CPG Brands Are the Last Category Without First-Party Data

4 mins

Airlines know who you fly with and when. Hotels know your preferences. Streaming services know what you watch at 11pm on a Thursday. CPG brands — despite selling to the same people multiple times a week — know almost nothing about their individual shoppers.


The data access divide

Every major consumer category has built a direct data relationship with its customers. Retail banks have transaction histories. Telecoms have usage data. Hospitality, travel, entertainment — all of them have individual-level purchase and behaviour data that sits with the brand, not the distribution channel.

CPG is the exception. A brand selling a product that tens of millions of people buy every week has, in most cases, no idea who those people are, how often they buy, whether they're increasing or decreasing frequency, or when they switch to a competitor.

The transactional data exists. It sits with Tesco, Sainsbury's, ASDA, Boots, Ocado. The brand is the last to see it — and only through aggregated, retailer-curated reports that are designed to sell media, not to build the brand's understanding of its own shoppers.

Why this happened and why it's now a structural problem

For most of CPG's history, this wasn't a competitive disadvantage. The category operated through physical retail, brand built awareness through broadcast media, and the transaction happened in a store the brand didn't own. There was no practical mechanism for a direct shopper relationship, and no particular competitive pressure to build one.

That logic held until data became the primary source of competitive intelligence — and until every other consumer category figured out how to build direct relationships regardless of distribution channel.

The airline doesn't own the airport. The hotel doesn't own the booking platform. They built first-party data relationships anyway, because the commercial case was clear: brands with direct shopper data make better decisions faster than those routing everything through an intermediary.

CPG hasn't made that shift at scale. And the window to do so is narrowing.

What you're missing without it

The absence of first-party data in CPG isn't just a measurement inconvenience. It has concrete commercial implications.

Without individual purchase history across your portfolio, you can't see cross-sell signals — which shoppers who buy product A are most likely to convert to product B, or which cohort is ripe for a new SKU launch.

Without cohort-level churn data, you can't see frequency decline before it shows up in aggregate rate-of-sale figures — which means you're always reacting to problems rather than anticipating them.

Without a direct communication channel, every message to your shopper is routed through the retailer's media environment. You pay for access to people who are already your customers, on terms set by the retailer.

Without purchase-level insight at SKU resolution, product development decisions rely on category trends and consumer research rather than observed buying behaviour. The signal that actually predicts what will sell sits in the transaction data you don't have.

Why the retailer relationship doesn't fill this gap

The instinct is to point to retailer data partnerships as the solution. Tesco's Data Ventures programme, Sainsbury's Nectar360, Boots Advantage data — these do provide access to shopper-level insights that brands wouldn't otherwise see.

But access is conditional. It's on the retailer's terms, at the retailer's cadence, in the retailer's format. The data is shaped to serve the retailer's commercial interest, which is to sell media and shelf space — not to give brands a complete picture of their shopper base.

More fundamentally: data accessed through a retailer's programme is data about shoppers at that retailer. It can't tell you what those shoppers are doing across the rest of their grocery basket, at other retailers, or in response to your competitors' activity elsewhere. It's a partial view sold as a complete solution.

The retailer's interest in keeping brands media-dependent is not aligned with the brand's interest in building an independent shopper intelligence capability.

How CPG brands build first-party data relationships

The mechanism is a direct value exchange with the shopper. Give them a compelling reason to identify themselves in connection with a real purchase — and capture verified transaction data in return.

Cashback on verified purchases, lifestyle rewards, exclusive access — all of these work if the offer is genuinely compelling and the friction is low. The critical design requirement is that the data generated is tied to actual purchases, not just registrations or engagement. A brand app with a million downloads that doesn't capture purchase data isn't a first-party data asset. It's an engagement metric.

The other requirement is cross-retailer scope. A first-party data programme that only captures behaviour at one retailer builds a partial picture — worse, it builds a picture that's structurally identical to what the retailer would share anyway. The value comes from seeing the shopper across their full retail behaviour, not within a single store's walls.

The window is narrowing

Retailers are building their own media and data businesses aggressively. As those businesses mature, the leverage gap between retailer and brand grows. Brands that haven't built independent shopper data assets will find themselves increasingly dependent on purchasing access to insights about their own customers.

The brands that move now — building verified purchase relationships directly with shoppers, cross-retailer, at SKU level — are building a data asset that compounds in value over time and that no retailer can replicate or restrict.

Vela gives CPG brands the infrastructure to do that: verified purchase rewards that create the value exchange, cross-retailer tracking that builds the full picture, and SKU-level data that sits with the brand — not the retailer.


▸ Task to carry out: Find how many lines below mention "fraction". Nothing but the number is needed.

▸ Provided entries:
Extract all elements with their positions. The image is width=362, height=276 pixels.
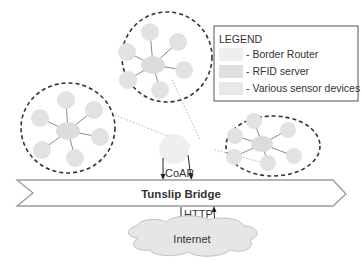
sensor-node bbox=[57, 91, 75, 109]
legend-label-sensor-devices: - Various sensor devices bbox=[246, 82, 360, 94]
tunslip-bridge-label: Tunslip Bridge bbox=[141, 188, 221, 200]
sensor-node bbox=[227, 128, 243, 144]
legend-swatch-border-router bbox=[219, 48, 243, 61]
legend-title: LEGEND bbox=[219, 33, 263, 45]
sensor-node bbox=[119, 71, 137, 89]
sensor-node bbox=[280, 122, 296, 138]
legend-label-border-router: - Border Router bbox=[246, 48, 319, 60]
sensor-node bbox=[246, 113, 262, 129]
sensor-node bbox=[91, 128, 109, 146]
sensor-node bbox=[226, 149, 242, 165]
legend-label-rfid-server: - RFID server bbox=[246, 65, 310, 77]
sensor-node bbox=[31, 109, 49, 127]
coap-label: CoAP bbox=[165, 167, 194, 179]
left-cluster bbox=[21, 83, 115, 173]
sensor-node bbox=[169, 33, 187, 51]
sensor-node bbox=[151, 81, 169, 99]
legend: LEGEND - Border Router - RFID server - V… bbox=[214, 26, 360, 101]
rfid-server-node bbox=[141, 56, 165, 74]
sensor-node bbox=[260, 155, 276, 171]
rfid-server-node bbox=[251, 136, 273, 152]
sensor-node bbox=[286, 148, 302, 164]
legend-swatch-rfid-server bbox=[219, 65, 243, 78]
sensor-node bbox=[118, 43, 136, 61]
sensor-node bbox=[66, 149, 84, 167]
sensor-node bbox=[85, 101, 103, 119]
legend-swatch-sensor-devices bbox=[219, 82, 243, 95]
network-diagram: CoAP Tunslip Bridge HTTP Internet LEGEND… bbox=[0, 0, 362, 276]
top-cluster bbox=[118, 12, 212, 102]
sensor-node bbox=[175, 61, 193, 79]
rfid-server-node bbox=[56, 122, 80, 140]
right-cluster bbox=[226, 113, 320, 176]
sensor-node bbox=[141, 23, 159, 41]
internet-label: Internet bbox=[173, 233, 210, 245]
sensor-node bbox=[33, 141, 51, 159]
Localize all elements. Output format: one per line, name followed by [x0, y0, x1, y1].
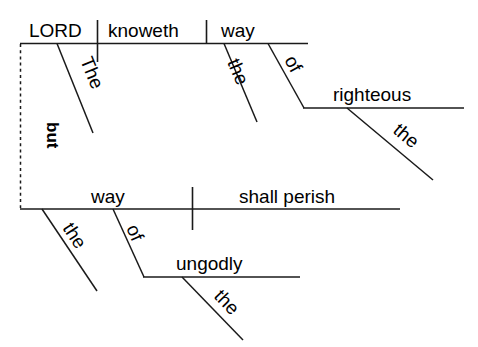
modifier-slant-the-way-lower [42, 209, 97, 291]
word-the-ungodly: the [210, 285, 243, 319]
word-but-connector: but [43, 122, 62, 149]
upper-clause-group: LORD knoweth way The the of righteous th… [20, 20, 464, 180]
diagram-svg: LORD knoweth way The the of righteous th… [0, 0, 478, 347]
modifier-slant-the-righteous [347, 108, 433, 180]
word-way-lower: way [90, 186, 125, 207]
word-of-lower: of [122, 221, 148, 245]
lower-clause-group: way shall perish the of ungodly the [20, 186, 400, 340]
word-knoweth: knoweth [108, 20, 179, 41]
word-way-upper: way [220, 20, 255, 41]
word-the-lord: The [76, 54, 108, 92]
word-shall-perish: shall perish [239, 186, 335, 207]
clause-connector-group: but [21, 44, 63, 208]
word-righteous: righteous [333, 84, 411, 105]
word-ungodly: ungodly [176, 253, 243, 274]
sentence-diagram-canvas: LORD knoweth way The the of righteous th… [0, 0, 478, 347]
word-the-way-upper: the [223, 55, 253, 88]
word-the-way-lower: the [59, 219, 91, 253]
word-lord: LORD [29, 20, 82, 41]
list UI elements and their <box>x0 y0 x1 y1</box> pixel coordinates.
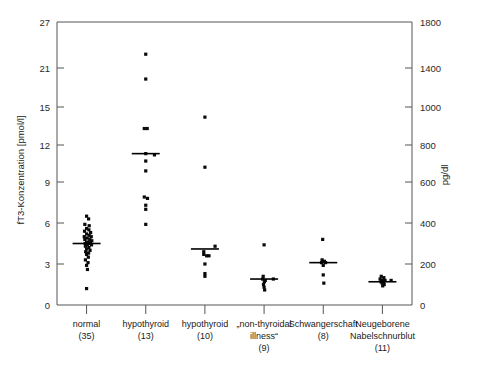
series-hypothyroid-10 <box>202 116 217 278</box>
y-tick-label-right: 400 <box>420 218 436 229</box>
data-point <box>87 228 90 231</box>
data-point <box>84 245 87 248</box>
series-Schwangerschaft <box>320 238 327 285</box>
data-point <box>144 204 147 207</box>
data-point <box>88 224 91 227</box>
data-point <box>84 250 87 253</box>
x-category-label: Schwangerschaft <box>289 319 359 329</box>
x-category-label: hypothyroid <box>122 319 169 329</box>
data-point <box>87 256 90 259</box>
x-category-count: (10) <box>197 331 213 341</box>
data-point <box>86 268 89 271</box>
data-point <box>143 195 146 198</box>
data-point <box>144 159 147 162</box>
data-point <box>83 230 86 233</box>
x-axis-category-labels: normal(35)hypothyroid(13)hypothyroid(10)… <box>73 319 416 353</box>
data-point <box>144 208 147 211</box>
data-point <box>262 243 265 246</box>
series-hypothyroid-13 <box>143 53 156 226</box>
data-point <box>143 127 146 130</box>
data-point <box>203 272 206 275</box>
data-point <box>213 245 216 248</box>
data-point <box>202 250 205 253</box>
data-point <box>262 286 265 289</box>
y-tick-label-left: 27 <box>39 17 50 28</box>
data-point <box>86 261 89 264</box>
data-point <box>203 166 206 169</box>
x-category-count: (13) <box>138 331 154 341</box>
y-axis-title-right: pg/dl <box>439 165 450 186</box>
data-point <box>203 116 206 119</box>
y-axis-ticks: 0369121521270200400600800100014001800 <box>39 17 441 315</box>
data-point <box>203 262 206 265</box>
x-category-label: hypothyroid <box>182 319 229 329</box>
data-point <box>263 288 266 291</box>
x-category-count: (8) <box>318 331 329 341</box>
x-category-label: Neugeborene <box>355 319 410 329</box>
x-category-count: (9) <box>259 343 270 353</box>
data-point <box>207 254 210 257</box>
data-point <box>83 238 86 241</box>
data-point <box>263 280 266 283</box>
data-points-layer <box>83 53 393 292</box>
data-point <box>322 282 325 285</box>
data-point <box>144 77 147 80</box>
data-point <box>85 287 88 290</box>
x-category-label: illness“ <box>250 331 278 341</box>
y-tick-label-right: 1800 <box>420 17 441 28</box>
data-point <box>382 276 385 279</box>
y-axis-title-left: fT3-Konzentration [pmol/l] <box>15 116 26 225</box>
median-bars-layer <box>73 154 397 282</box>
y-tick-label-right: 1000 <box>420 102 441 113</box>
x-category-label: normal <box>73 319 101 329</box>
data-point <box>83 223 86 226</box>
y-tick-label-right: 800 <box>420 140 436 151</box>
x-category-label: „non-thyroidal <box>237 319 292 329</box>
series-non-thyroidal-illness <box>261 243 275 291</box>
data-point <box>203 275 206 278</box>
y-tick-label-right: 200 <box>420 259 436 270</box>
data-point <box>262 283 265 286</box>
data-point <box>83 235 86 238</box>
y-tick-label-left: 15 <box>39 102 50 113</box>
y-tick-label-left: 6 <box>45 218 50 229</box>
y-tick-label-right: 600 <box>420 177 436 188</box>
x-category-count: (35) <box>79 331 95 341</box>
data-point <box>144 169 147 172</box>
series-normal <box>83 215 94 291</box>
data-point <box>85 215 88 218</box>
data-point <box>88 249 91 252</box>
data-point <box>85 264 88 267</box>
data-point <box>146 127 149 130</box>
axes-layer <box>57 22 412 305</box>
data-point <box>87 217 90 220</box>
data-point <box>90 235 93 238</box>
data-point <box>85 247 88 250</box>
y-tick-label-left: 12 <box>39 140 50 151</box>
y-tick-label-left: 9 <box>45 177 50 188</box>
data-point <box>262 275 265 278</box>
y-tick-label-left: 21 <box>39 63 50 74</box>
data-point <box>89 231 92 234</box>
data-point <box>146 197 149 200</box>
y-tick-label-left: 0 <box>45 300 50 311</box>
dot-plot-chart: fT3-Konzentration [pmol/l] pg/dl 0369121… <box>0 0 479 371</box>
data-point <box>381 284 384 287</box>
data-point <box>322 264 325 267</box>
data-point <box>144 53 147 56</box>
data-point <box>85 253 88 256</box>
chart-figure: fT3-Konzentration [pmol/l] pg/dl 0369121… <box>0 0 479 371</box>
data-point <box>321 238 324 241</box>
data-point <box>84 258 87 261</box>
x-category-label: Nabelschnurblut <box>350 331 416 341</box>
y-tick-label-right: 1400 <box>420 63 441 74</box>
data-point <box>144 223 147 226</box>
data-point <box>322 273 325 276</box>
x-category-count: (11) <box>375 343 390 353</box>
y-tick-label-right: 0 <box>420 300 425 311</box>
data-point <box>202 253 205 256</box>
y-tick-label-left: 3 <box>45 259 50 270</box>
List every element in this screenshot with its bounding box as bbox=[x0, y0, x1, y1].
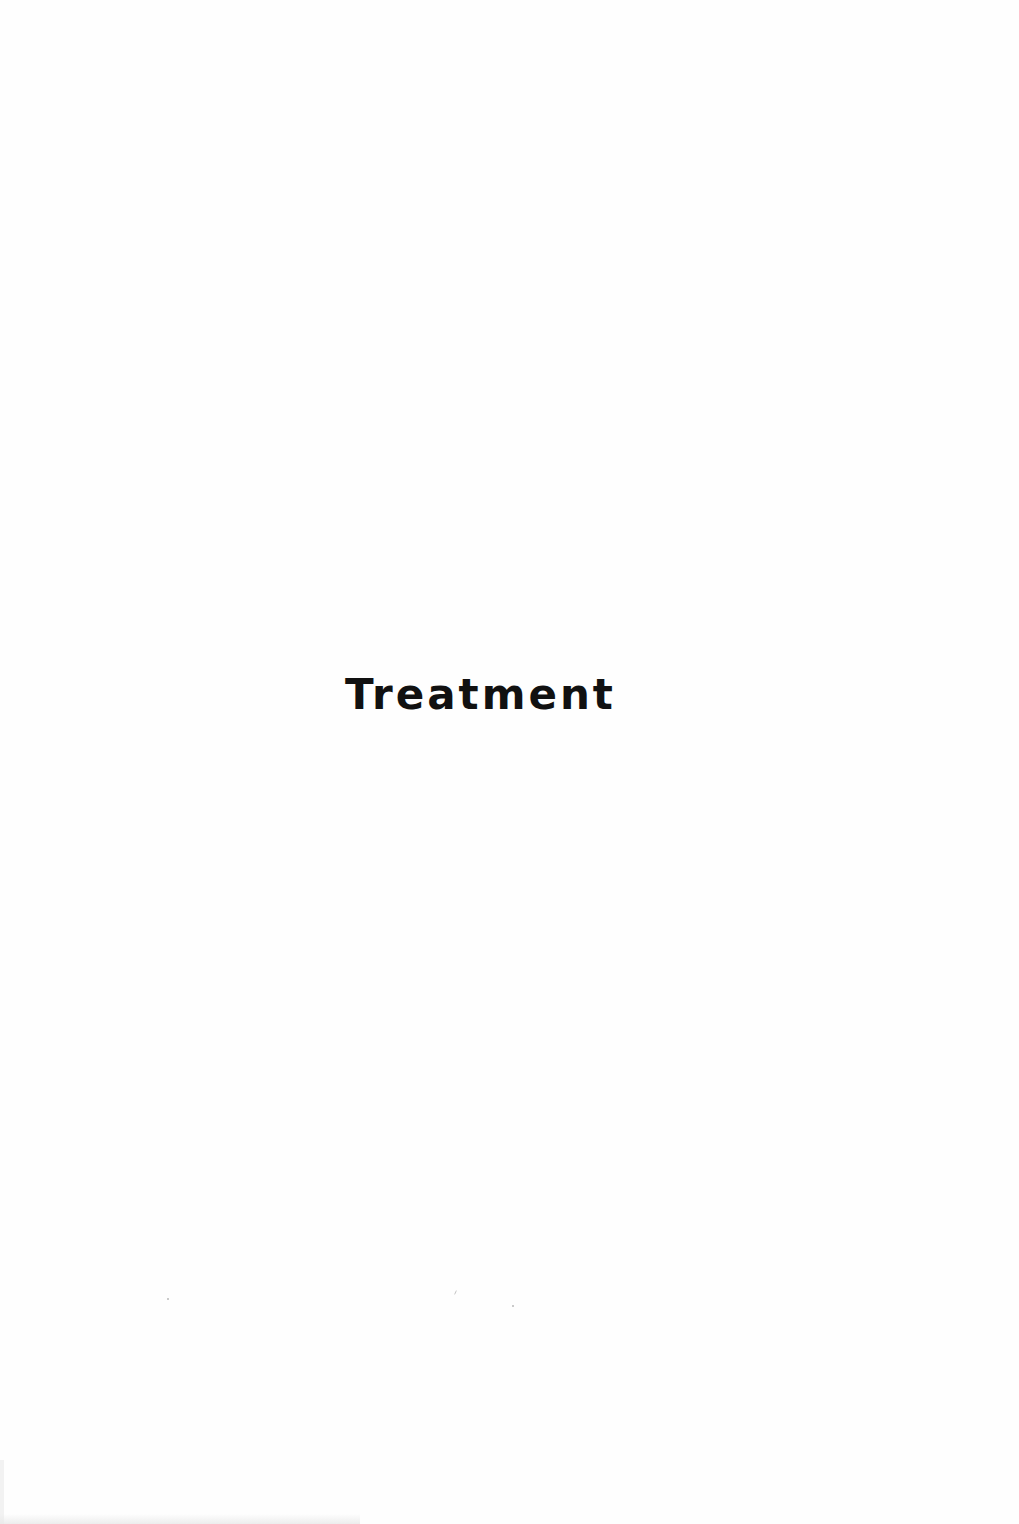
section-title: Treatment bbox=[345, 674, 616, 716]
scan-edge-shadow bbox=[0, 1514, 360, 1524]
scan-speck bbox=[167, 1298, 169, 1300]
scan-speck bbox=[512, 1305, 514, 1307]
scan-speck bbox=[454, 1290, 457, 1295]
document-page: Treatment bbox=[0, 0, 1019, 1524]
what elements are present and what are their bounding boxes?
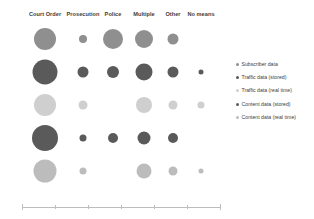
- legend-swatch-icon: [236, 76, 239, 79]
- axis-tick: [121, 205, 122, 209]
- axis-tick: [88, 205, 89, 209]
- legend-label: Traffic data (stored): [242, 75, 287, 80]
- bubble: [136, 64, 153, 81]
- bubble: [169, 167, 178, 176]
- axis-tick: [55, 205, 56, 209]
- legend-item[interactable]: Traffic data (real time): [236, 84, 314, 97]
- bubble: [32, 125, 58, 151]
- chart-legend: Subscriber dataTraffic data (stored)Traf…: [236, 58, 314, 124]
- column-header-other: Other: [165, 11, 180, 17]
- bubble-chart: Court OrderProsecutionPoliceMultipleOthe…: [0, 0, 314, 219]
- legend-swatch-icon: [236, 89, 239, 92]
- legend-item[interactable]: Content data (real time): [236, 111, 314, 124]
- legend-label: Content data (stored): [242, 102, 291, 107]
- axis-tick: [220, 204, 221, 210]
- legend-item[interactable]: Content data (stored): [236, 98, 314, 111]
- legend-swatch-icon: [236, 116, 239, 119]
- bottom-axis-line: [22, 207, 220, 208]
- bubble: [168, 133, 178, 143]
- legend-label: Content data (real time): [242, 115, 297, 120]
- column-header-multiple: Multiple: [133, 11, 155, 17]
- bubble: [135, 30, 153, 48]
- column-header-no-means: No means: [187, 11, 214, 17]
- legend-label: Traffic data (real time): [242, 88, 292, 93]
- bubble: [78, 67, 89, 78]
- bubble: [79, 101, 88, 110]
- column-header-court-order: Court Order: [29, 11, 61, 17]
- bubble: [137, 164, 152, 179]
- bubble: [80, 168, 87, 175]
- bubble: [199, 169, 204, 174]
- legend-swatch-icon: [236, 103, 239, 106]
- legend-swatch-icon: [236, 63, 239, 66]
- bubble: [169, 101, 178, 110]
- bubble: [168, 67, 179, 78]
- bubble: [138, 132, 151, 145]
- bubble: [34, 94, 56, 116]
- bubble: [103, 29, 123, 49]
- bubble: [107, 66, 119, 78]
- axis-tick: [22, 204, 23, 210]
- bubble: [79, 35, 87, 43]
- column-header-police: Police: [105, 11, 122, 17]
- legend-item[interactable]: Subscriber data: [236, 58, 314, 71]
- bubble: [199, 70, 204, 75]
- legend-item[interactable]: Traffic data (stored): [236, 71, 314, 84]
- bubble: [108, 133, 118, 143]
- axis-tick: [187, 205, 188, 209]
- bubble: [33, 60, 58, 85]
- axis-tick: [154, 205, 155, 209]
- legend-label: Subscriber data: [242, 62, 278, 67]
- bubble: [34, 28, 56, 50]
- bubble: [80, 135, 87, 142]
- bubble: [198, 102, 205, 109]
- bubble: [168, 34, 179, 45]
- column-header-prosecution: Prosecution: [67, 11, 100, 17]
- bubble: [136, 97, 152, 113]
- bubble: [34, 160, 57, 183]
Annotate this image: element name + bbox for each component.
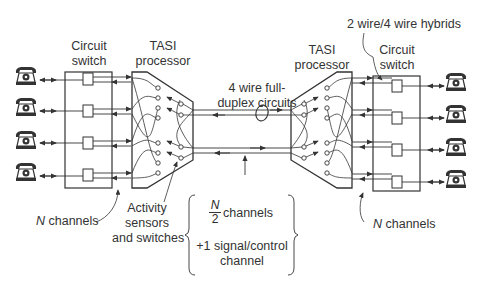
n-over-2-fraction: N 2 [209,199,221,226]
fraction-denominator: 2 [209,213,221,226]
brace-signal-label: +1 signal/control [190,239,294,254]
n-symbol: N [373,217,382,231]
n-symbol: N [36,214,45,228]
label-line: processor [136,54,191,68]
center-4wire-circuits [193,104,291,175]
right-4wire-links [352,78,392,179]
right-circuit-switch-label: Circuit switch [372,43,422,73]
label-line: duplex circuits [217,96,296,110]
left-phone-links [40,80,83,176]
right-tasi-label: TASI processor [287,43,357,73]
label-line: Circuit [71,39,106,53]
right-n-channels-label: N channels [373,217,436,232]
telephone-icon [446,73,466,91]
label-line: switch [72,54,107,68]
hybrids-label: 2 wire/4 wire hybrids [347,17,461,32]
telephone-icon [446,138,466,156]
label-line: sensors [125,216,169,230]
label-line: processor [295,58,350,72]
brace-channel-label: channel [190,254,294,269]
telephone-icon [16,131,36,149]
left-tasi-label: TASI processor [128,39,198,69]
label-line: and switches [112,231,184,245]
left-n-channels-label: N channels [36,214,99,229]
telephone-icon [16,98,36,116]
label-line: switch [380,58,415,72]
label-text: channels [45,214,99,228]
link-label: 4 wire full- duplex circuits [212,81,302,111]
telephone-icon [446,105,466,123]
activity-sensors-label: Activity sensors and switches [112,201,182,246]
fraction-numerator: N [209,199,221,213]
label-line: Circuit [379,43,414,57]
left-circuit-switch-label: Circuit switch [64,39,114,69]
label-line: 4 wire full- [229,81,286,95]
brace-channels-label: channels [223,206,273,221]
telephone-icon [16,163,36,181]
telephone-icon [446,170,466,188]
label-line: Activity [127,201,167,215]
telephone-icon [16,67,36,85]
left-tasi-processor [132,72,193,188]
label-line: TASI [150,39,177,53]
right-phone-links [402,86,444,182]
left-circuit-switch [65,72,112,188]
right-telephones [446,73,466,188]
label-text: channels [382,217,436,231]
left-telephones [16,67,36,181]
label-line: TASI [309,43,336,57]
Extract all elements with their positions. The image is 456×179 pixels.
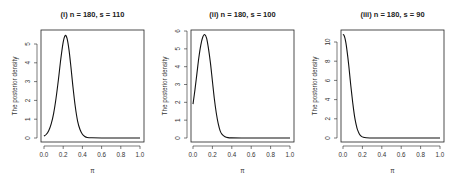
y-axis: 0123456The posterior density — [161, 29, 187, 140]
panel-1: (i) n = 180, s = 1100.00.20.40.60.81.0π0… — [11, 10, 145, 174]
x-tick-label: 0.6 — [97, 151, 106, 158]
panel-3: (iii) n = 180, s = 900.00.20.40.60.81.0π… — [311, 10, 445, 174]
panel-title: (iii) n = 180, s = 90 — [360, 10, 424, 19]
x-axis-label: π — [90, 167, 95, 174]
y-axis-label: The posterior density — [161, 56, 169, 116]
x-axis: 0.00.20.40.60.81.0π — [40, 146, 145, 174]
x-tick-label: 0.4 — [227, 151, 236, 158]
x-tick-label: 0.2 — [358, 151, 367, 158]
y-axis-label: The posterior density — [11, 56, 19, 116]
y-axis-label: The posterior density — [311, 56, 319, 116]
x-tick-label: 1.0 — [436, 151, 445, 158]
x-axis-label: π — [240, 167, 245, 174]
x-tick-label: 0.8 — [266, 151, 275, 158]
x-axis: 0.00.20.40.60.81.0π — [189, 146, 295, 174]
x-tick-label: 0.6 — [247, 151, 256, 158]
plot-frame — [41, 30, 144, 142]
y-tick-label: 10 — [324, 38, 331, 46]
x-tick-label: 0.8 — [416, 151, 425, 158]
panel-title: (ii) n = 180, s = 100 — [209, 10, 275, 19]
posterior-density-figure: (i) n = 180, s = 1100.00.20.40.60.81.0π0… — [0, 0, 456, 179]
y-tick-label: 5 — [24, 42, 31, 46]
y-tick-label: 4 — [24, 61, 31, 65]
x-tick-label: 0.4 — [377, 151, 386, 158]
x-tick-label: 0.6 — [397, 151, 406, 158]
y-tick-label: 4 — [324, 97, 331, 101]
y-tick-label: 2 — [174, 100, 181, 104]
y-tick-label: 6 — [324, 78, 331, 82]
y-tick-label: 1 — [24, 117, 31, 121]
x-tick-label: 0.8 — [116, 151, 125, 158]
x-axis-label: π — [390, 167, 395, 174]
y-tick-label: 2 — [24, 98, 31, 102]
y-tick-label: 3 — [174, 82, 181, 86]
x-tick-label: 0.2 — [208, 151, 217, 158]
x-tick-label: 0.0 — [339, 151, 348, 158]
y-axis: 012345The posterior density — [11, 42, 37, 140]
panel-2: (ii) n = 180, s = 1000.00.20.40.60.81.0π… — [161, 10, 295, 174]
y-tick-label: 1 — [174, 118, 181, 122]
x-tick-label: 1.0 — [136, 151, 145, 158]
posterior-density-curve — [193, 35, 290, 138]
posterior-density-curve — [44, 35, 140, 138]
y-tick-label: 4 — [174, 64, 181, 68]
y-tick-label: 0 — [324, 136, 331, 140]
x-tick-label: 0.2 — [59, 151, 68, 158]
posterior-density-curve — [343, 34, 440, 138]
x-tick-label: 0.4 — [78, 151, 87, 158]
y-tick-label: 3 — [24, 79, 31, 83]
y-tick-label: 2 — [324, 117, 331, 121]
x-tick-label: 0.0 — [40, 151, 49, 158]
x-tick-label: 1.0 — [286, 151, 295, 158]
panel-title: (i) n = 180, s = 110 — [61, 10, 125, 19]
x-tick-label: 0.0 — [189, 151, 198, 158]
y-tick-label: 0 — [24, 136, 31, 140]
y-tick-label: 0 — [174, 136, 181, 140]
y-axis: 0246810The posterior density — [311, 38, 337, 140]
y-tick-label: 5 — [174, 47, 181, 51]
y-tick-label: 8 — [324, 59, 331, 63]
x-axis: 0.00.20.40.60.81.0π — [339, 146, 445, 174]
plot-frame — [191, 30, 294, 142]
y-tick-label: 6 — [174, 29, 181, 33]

▸ Worked solution: 3